Nonprofit: what are the limits?

It’s interesting that you mention that - I once knew someone who paid himself, his wife, his mother and his two little kids salaries even though none of them (except him) actually worked in the business. And then complained that the business didn’t show a profit. Of course not - the “profits” went to pay for the no show jobs. I never did figure out the reasoning behind this.

The tax avoidance reasoning is clear enough: Mom & kids have low tax brackets, hubby doesn’t.

The “logic” of siphoning off money into a different pocket then complaining you’re not profitable? That’s just stupid selfishness or selfish stupidity. I’m sure he wants cakes that can be eaten without shrinking too.

He’s doing something shady like @lslguy points out.. What I was trying to point out is that owners who put in outsized numbers of hours a week of uncompensated time are effectively skewing their numbers.

If they work 100 hours a week, don’t pay themselves a salary and “profit” to the tune of say… 75k a year, they’re not actually making money like they think they are. They’re effectively paying themselves $14/hour to do all that work, and that’s a roughly 30k normal 40 hour a week job..

One of my wife’s friends who was considered very attractive when she was younger, was the sole employee of a family foundation for six years and then her now adult daughter was added to the payroll.

Over 90% of the expenditures of the foundation was salaries and payroll taxes for these two or a scholarship of which the daughter was the only beneficiary.

The foundation was endowed by her boyfriend. It was a transparent abuse of a tax exempt entity. The purpose of the foundation was supposed to be be promoting Chinese Language education in the US, but except for a few small donations to various Chinese schools ($500-$1000 each, no more than $10k per year out of a total spend of over $100k)

The IRS finally got around to auditing them in 2021, but the only thing they were forced to do was stop the arrangement going forward.

I see that she is employed by another nonprofit that does not have publicly available financials. Seems like a religious one. Promoting Pure Land Buddhism.

Yikes.

As always, the laws is exactly as strong as there is enforcement of it. No enforcement → Wild West lawlessness regardless of the volume of statutes on the books.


Only one span is wanted from the lines below: from the one with "on button: Actions." up to and including the one with "The image size". Copy it exactly, without images.

[[ Data shown, beginning ]]

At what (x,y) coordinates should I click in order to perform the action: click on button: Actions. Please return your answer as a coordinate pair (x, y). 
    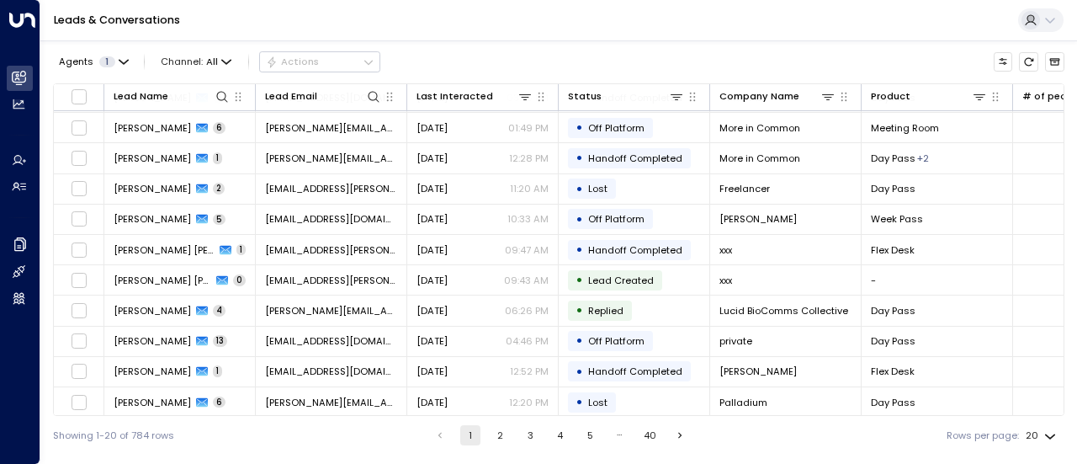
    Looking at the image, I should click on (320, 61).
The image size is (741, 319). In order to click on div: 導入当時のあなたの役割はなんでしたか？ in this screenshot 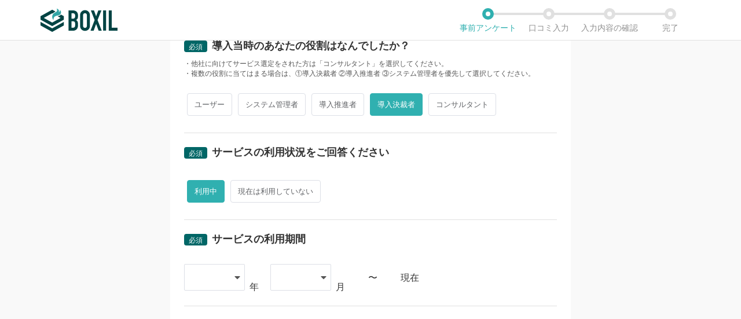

[[ Data shown, end ]]
[[ Data shown, beginning ]]

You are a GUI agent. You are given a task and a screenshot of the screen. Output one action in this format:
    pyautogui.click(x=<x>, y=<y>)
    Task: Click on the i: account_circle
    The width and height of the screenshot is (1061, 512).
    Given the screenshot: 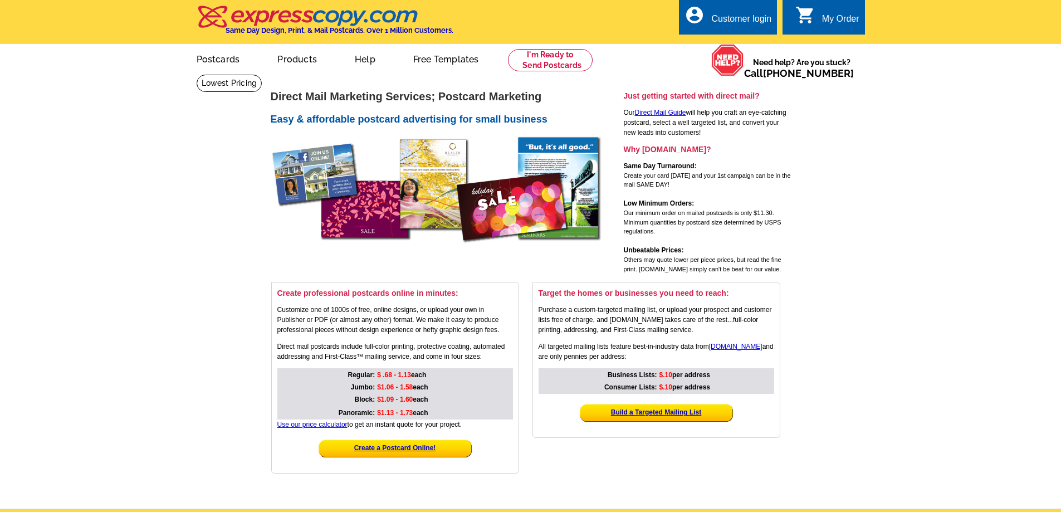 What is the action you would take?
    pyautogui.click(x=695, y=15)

[[ Data shown, end ]]
[[ Data shown, beginning ]]

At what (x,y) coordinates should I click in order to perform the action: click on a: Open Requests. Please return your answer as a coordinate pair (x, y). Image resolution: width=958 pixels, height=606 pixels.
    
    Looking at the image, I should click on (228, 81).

[[ Data shown, end ]]

* _Written response_
At what (x,y) coordinates should I click in order to perform the action: click on button: Actions. Please return your answer as a coordinate pair (x, y). 
    Looking at the image, I should click on (320, 61).
The image size is (741, 319). In order to click on div: 導入当時のあなたの役割はなんでしたか？ in this screenshot 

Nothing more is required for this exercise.